I believe any of the daws that has this type of arranger option will fit your workflow perfectly.

I bin using it this morning, finishing my last work before x-mas. So easy to swap around on different edits and make and create changes.
 

kcatthedog2

Active Member
Isn't this what the recent new feature in Studio one is for ?

Personally, I just capture rough ideas on my iPhone and just title them in a way that makes sense to me, can easily export into logic and then work up better versions in logic, edit into a workman arrangement, what ever.
 

marQs

Shareholder
Cubase is great at this type of workflow. It has a arranger track. So you can simply mark the bars and give them names and mix and match in the arranger track. You can copy/past and make several edits in seconds.
^^^^ this ^^^^

Guess most other DAWs should have something similar.
 

KyMusic

Active Member
As Jeff Tweedy says: throw a few ideas at the wall and see what sticks.
Clever boy.

When I'm working on a new song project, there's a more or less long phase of brainstorming.

I sit there for a few hours and just play ideas with different instruments that spontaneously come to mind for the song setting.

In this phase, I really want to stay in the flow. Every additional technical move hinders me.
In the run-up to the actual song development, a large number of multi-bar ideas come to mind that I've had lying around somewhere in the timeline.

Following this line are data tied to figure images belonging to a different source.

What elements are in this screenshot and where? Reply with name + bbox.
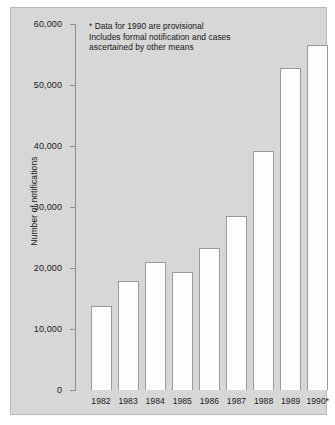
bar-1983 (118, 281, 139, 390)
y-axis-line (75, 24, 76, 390)
y-axis-tick-label: 20,000 (34, 263, 62, 273)
chart-figure: Number of notifications 010,00020,00030,… (10, 7, 327, 415)
x-axis-label-1983: 1983 (113, 396, 143, 406)
y-axis-tick: 50,000 (70, 85, 75, 86)
y-axis-tick-label: 0 (57, 385, 62, 395)
bar-1989 (280, 68, 301, 390)
bar-1990 (307, 45, 328, 390)
y-axis-tick: 60,000 (70, 24, 75, 25)
y-axis-tick-label: 30,000 (34, 202, 62, 212)
x-axis-label-1990: 1990* (303, 396, 333, 406)
bar-1988 (253, 151, 274, 390)
annotation-line: * Data for 1990 are provisional (89, 21, 231, 32)
x-axis-label-1988: 1988 (249, 396, 279, 406)
y-axis-tick-label: 60,000 (34, 19, 62, 29)
y-axis-tick-label: 10,000 (34, 324, 62, 334)
chart-annotation: * Data for 1990 are provisionalIncludes … (89, 21, 231, 53)
annotation-line: ascertained by other means (89, 42, 231, 53)
x-axis-label-1982: 1982 (86, 396, 116, 406)
x-axis-line (75, 390, 76, 391)
y-axis-tick: 30,000 (70, 207, 75, 208)
annotation-line: Includes formal notification and cases (89, 32, 231, 43)
bar-1987 (226, 216, 247, 390)
y-axis-tick-label: 40,000 (34, 141, 62, 151)
x-axis-label-1985: 1985 (167, 396, 197, 406)
bar-1982 (91, 306, 112, 390)
x-axis-label-1987: 1987 (222, 396, 252, 406)
plot-area: 010,00020,00030,00040,00050,00060,000 * … (75, 24, 323, 390)
bar-1984 (145, 262, 166, 390)
y-axis-tick: 20,000 (70, 268, 75, 269)
bar-1985 (172, 272, 193, 390)
y-axis-tick: 10,000 (70, 329, 75, 330)
y-axis-tick: 0 (70, 390, 75, 391)
y-axis-tick: 40,000 (70, 146, 75, 147)
x-axis-label-1984: 1984 (140, 396, 170, 406)
x-axis-label-1986: 1986 (194, 396, 224, 406)
bar-1986 (199, 248, 220, 390)
y-axis-tick-label: 50,000 (34, 80, 62, 90)
x-axis-label-1989: 1989 (276, 396, 306, 406)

This makes it difficult and confusing to find and use them in the song later on.

Now to my question:
Is there a DAW that supports this phase well?
I could imagine that you simply have a special area where you can continuously record ideas, independently of the actual timeline.
It would be nice to be able to tag the individual snippets quickly after recording.
Later I would like to select from the area and drag sections into the song.

I know that Logic does something similar with its loops, but I haven't yet found a quick way to get the ideas into this area without any additional steps.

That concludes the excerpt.